Could Your Trauma Be Disrupting Your Metabolism? The Weight Health ConversationCould Your Trauma Be Disrupting Your Metabolism? The Weight Health Conversation
The Biology of Trauma™ With Dr. Aimie
Dr. Aimie and dietitian Ashley Koff talk about how trauma and survival mode can disrupt hormones that control weight, appetite and metabolism. They outline a "weight health" approach that looks beyond the scale to digestion, hormones, life stage and nervous system health.
48:00•10 Mar 2026
Trauma, Hormones and Weight: Rethinking Metabolism With Dr. Aimie and Ashley Koff
Episode Overview
- Weight and BMI as single numbers tell almost nothing about true health; "weight health" looks at hormones, body composition, digestion, hydration and more.
- Trauma and long-term survival states can disrupt weight health hormones like GLP-1, leptin and ghrelin, making standard diet and exercise approaches far less effective.
- Focusing solely on weight loss can further deplete an already under-resourced system, while optimising digestion, hydration and lifestyle creates a stronger foundation.
- Perimenopause, menopause and andropause-related belly fat are important biological signals, not vanity issues or personal failures.
- Building agency with food starts with curiosity, unlearning diet-culture rules and aiming for choices that feel genuinely delicious and resourcing to the body.
“Weight loss is not the right goal, it's not the right approach, and it is one that will leave you disempowered and on this wheel, this cycle that so many of us have been on.”
What can we learn from those who have battled addiction to diet culture and shame around weight?
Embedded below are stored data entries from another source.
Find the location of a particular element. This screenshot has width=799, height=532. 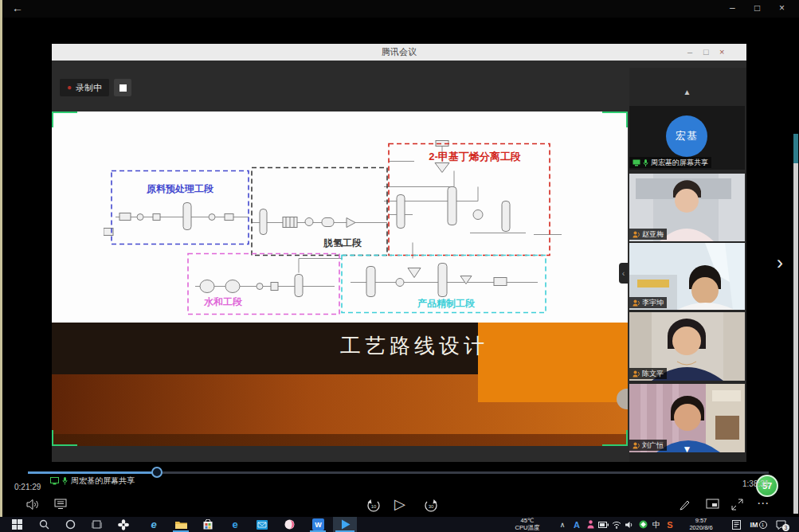

participant-label: 赵亚梅 is located at coordinates (653, 234).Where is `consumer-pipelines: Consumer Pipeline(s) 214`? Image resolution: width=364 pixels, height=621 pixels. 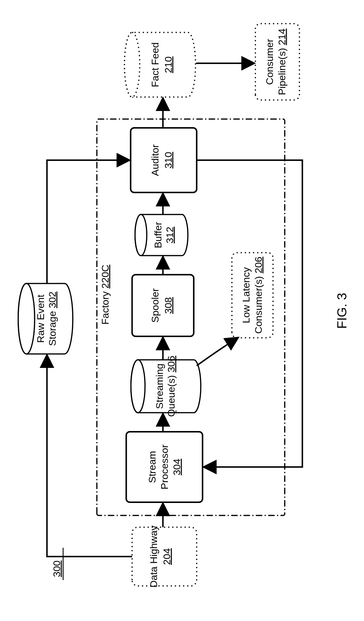
consumer-pipelines: Consumer Pipeline(s) 214 is located at coordinates (277, 62).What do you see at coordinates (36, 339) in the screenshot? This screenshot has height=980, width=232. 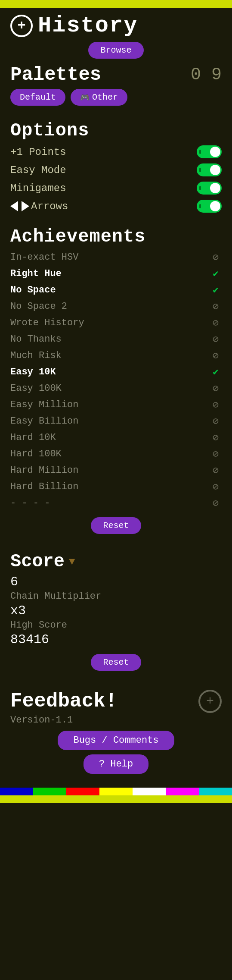 I see `achievement-name: No Thanks` at bounding box center [36, 339].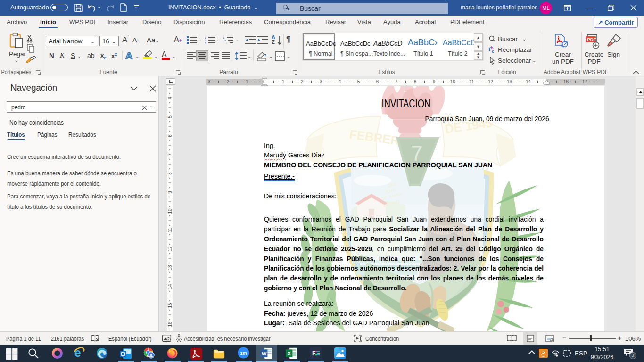 This screenshot has width=644, height=362. I want to click on svg-text: 15, so click(170, 305).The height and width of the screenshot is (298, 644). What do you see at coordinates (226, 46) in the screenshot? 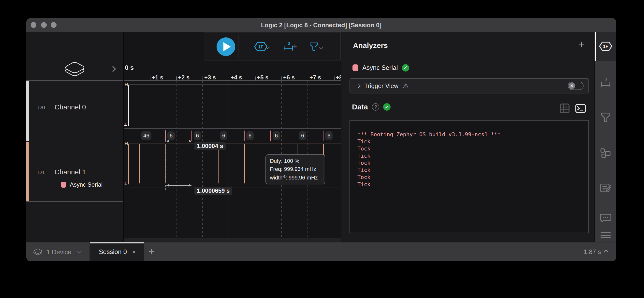
I see `start-capture-button` at bounding box center [226, 46].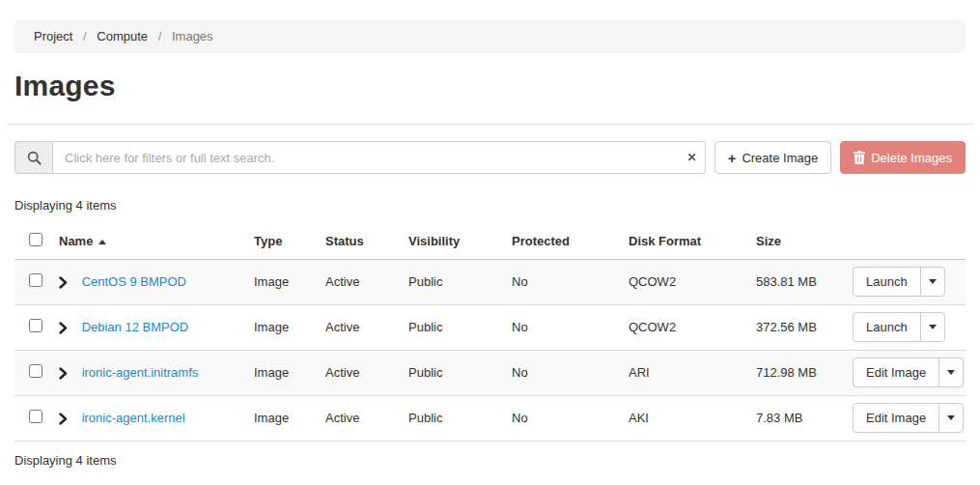 The width and height of the screenshot is (980, 485). What do you see at coordinates (692, 417) in the screenshot?
I see `cell-disk-format: AKI` at bounding box center [692, 417]. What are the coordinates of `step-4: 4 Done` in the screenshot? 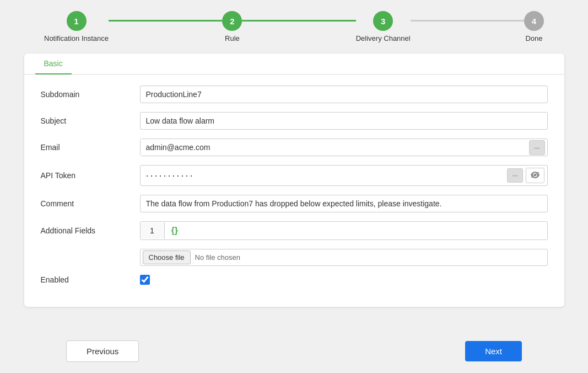 It's located at (534, 26).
This conversation on The Biology of Trauma™ with Dr. Aimie zooms in on how trauma, hormones and metabolism all collide to shape weight and health in ways a bathroom scale can never show. Registered dietitian and author Ashley Koff joins Dr. Aimie to unpack what Ashley calls "weight health" – an ecosystem involving digestion, hydration, hormones, lifestyle and even joy.
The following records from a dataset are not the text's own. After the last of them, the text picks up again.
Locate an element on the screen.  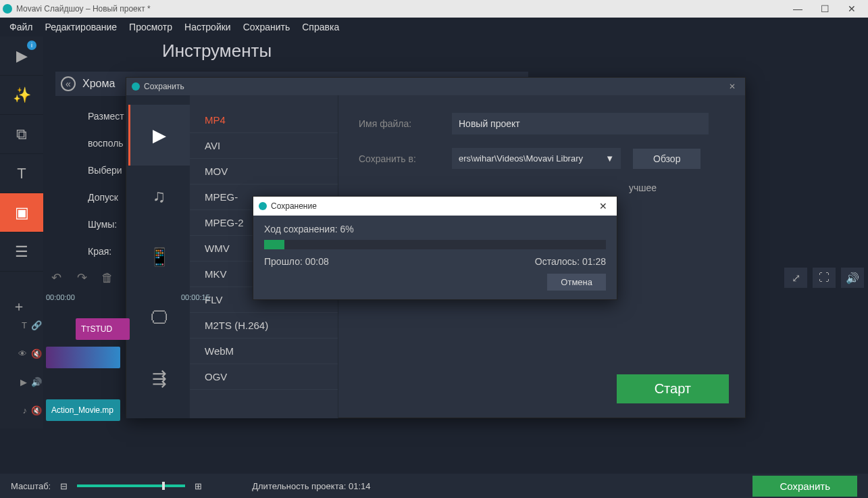
duration-label: Длительность проекта: 01:14 is located at coordinates (311, 487).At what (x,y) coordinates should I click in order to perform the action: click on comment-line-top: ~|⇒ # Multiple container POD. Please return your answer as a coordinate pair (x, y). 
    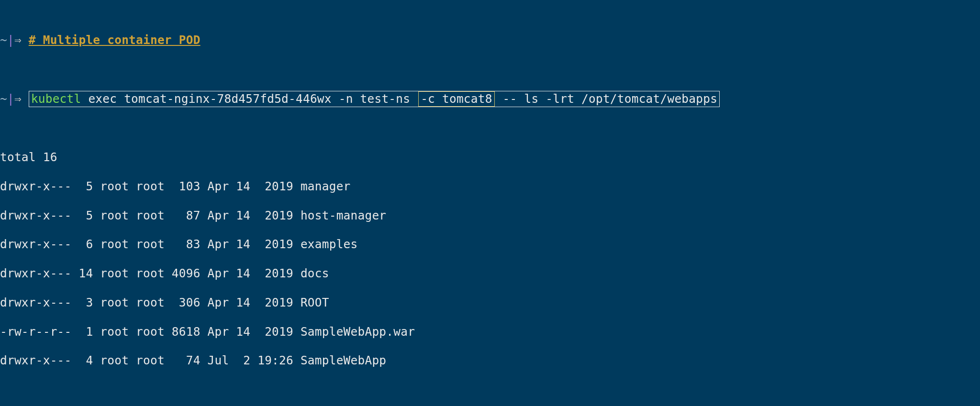
    Looking at the image, I should click on (490, 40).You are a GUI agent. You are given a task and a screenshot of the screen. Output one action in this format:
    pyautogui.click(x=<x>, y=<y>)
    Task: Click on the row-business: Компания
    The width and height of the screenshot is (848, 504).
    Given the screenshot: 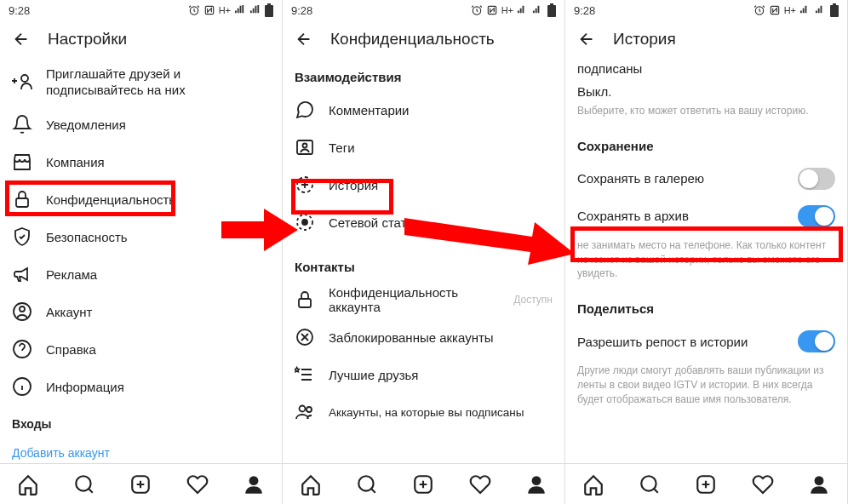 What is the action you would take?
    pyautogui.click(x=141, y=162)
As Ashley bluntly puts it, "Weight, our total weight, doesn't tell us anything about our health. Like literally nothing." Instead of obsessing over a number, she introduces "weight health hormones" like GLP-1, leptin and ghrelin, explaining how they act more like spark plugs than villains. You’ll hear how trauma and long-term survival mode can scramble these hormones, leaving people stuck in cycles of dieting, self‑blame and exhaustion.
Ashley shares her own history of bullying, self‑criticism and endless diets, and how understanding physiology stopped her from "being mean" to herself and turned her body into a puzzle rather than a problem. A standout part of the episode is Ashley’s pizza metaphor: digestion and hydration are the crust, lifestyle choices like sleep and stress are the cheese and sauce, and things like GLP‑1 medications are just toppings – useful tools, but never the whole meal.
The pair also touch on perimenopause, andropause and that infamous belly weight as powerful signals, not moral failings. The tone is warm, funny and very human, yet firmly science‑based. If you’ve ever thought, "What’s wrong with me? I’m doing everything right and my body still won’t change," this chat might gently flip that script. What if nothing is wrong with you – and your body is simply asking for a different kind of care?

Do you want to link to this podcast?
Get the buttons here!
More From This Show
The latest episodes from the same podcast.
Related Episodes
Similar episodes from other shows in the catalogue.